Housing and Homeless

Larger space allows UMOM to expand mission

By adding a warehouse, UMOM New Day Centers can help families in need at a larger scale

PHOENIX (STN) – During the COVID-19 pandemic, UMOM received increased in-kind donations from the community. 

In-kind donations are things like clothing, furniture, cleaning supplies, and anything other than money. But, with that increased community support, came a new puzzle to solve.

“We started to see them in bulk, in volume that we couldn’t accommodate in our small spaces on our UMOM campus,” UMOM Chief Operating Officer Monique Lopez said.

To facilitate the storage and distribution of these donations, UMOM opened a 12,000-square-foot warehouse where in-kind donations were sorted and stored at a much larger scale than was previously available.

“This warehouse is the catalyst and the magic to accomplish a large part of our mission of solving family homelessness,” said UMOM Chief Executive Officer Jackson Fonder. “We have corporations and companies and organizations coming here dropping things off. We rack it, and we stack it, and we inventory it. Then we redistribute it out into the community.”

The space, which resembles a Costco-like warehouse store, has floor-to-ceiling shelves that provide space for donations and allows UMOM to seek additional supplies for their clients.

Go inside the UMOM in-kind donation warehouse:

“When we have a space like this, we’re able to use the power of bulk purchasing to buy what we need in quantities that are advantageous to us and then store it,” said Meaghan Rodeck, UMOM Vice President of Strategy. “We also send our team out regularly to pick up goods from distribution centers that we never would’ve been able to accept in a smaller space.”

While there are benefits to a large warehouse space when it comes to getting homeless families the goods they need, there is hope that more benefits are coming down the road. UMOM is already home to Helpings Cafe, a six-week culinary program providing workforce training and job placement assistance, and UMOM leadership wants to do something similar with the warehouse.

“We are hoping with this warehouse space to evolve that to include a warehouse track where folks can come in, get forklift certified, learn to operate within a warehouse environment,” Lopez said. “Jobs that we know are paying livable wages for our families and single women.”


## YOUR TASK
Locate the word "rule" in the material, then show every line that holds it.

## DATA
┌────────

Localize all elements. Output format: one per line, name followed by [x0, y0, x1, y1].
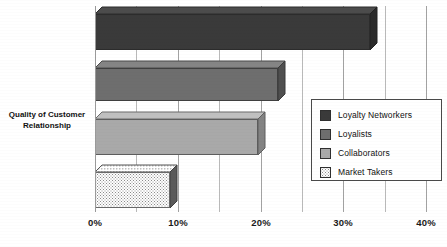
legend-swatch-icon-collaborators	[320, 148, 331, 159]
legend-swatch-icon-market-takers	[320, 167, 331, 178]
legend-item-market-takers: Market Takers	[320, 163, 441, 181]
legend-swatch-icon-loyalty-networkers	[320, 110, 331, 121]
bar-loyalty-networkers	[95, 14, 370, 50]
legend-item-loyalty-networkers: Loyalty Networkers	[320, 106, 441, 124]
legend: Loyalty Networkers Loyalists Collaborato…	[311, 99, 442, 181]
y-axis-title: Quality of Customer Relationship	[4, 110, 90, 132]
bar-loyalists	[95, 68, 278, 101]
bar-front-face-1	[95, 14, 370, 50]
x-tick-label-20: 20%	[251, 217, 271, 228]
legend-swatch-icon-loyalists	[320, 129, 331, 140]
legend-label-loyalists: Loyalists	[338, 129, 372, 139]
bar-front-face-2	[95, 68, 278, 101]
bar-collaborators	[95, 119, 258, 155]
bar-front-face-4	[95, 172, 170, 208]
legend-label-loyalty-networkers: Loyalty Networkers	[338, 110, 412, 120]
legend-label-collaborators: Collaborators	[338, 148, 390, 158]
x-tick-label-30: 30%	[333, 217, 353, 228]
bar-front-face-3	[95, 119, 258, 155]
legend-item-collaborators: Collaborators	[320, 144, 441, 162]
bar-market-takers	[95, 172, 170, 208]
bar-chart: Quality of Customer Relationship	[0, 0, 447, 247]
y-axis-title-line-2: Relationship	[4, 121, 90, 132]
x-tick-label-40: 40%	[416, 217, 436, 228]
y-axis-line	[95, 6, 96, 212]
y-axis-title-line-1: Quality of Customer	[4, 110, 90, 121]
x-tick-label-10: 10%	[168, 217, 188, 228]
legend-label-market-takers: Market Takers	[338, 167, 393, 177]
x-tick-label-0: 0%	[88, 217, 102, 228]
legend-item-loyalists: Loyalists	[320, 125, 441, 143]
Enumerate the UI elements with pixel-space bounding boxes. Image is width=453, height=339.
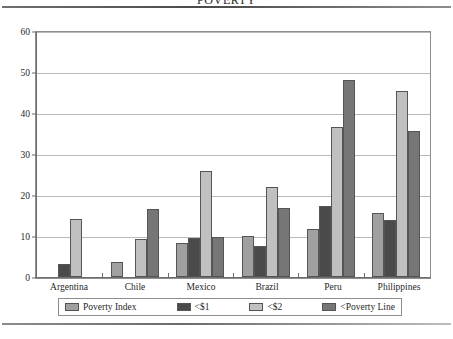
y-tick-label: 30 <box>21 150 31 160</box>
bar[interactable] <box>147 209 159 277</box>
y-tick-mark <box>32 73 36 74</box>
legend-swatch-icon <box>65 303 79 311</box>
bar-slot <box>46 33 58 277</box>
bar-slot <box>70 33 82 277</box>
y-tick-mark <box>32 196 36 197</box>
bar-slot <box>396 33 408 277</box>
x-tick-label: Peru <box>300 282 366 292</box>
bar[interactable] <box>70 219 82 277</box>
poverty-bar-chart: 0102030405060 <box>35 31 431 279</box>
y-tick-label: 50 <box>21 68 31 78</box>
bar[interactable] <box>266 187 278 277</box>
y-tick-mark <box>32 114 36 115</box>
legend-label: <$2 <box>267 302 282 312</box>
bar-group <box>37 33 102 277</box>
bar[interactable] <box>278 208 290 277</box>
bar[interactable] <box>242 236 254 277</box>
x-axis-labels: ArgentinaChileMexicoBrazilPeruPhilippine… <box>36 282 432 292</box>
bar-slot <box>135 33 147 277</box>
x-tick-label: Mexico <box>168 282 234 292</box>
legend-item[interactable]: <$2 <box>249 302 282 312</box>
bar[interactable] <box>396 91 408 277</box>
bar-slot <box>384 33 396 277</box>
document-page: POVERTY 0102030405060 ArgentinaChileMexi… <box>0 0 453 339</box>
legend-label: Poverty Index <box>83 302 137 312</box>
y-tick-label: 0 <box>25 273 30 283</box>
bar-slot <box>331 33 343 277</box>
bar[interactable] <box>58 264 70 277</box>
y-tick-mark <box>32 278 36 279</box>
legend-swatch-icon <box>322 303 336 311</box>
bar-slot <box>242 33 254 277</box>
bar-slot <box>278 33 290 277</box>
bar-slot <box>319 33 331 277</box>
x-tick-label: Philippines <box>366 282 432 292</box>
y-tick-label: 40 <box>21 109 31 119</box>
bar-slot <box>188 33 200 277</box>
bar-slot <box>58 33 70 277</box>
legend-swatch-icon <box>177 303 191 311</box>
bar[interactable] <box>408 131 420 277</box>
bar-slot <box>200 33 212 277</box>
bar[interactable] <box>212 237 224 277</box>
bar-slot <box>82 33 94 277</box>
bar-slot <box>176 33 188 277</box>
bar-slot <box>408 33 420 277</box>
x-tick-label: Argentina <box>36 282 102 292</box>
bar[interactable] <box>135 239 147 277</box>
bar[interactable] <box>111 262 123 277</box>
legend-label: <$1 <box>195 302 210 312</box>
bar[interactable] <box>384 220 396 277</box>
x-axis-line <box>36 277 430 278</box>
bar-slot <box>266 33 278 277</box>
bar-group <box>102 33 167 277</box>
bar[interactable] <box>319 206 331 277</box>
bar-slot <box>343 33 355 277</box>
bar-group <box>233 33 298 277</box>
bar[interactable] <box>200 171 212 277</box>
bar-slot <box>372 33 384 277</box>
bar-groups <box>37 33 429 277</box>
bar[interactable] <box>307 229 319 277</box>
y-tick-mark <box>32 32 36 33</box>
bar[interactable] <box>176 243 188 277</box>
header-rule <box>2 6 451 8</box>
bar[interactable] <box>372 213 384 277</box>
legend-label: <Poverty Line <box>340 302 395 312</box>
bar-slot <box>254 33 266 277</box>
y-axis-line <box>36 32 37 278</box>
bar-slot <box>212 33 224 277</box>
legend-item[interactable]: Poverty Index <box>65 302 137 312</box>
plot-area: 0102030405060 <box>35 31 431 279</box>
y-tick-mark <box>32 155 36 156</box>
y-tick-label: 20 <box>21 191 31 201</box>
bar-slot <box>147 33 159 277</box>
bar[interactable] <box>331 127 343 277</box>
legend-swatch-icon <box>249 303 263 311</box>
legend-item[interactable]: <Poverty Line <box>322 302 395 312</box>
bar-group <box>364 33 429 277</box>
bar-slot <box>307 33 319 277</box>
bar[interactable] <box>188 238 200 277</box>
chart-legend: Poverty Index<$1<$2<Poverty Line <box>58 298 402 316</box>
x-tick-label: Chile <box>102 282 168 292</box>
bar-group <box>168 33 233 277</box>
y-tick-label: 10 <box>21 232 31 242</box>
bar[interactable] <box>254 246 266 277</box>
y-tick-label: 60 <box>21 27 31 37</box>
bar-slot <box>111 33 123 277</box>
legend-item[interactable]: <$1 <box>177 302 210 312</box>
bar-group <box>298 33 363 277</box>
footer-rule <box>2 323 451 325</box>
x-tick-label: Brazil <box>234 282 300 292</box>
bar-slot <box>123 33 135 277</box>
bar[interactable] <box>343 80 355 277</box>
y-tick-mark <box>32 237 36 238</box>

└────────

## SOLVED EXERCISE
header-rule <box>2 6 451 8</box>
footer-rule <box>2 323 451 325</box>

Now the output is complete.